Your task: Below is a listing; restate from it, character for character, the lines beginning at the line holding "The height and" and ending at the line holding "What do you see at coordinates (526, 163)", both included.

Extracted information:
================

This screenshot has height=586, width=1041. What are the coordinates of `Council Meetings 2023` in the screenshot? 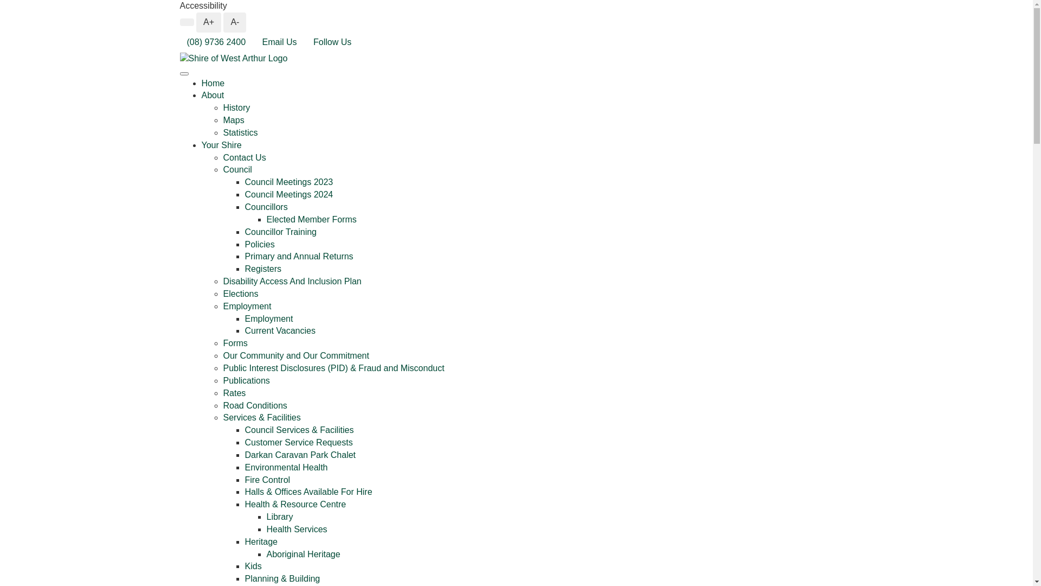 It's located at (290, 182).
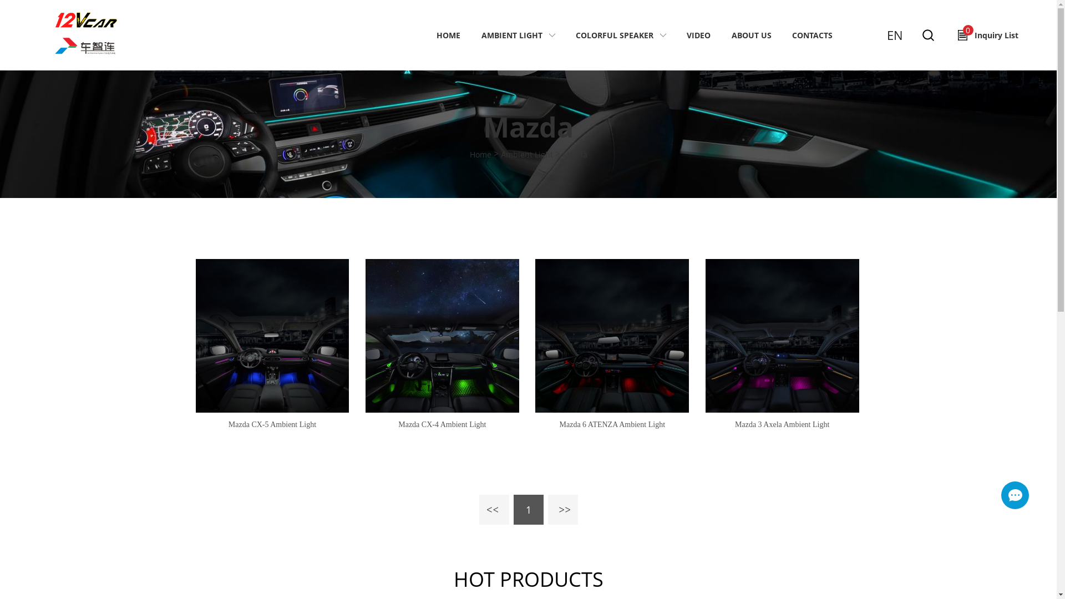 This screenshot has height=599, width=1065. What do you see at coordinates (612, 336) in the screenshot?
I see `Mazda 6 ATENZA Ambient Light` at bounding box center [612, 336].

================

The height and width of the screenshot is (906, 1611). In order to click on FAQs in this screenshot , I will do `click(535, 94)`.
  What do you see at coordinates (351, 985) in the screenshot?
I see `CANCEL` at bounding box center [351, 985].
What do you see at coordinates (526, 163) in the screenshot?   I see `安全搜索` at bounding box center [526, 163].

================

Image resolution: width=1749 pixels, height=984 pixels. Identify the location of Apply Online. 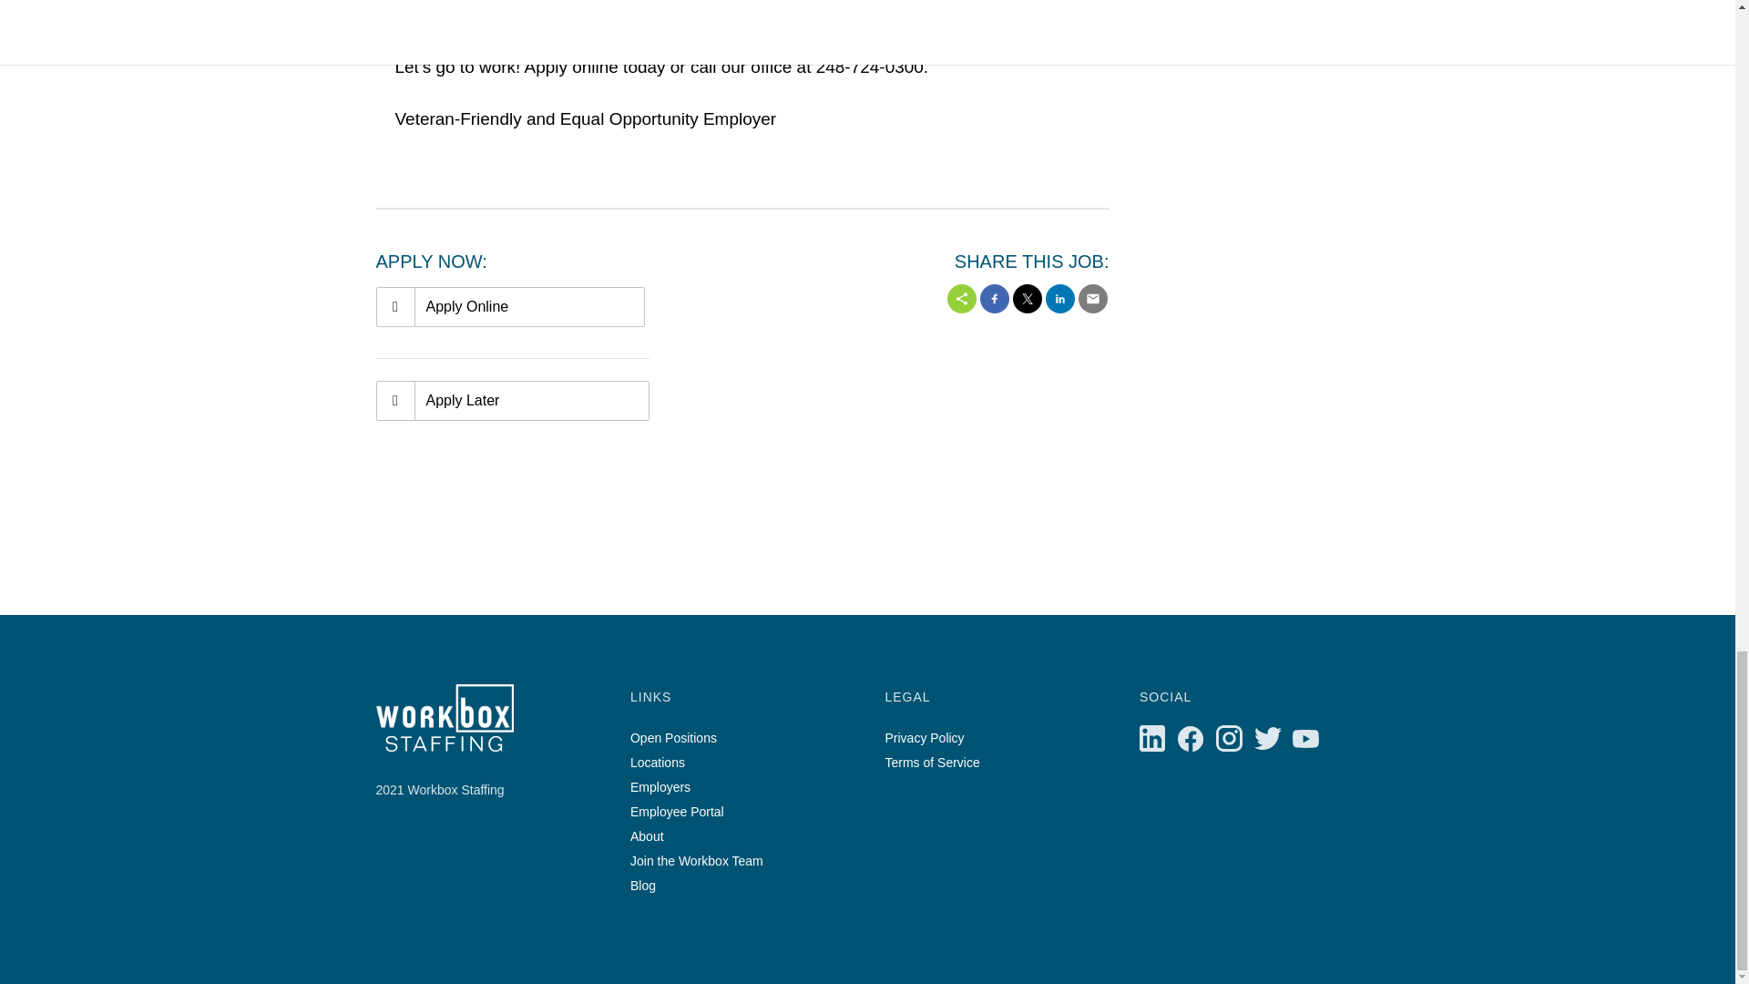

================

Answer below:
The height and width of the screenshot is (906, 1611). In order to click on FAQs in this screenshot , I will do `click(535, 94)`.
  What do you see at coordinates (351, 985) in the screenshot?
I see `CANCEL` at bounding box center [351, 985].
What do you see at coordinates (526, 163) in the screenshot?   I see `安全搜索` at bounding box center [526, 163].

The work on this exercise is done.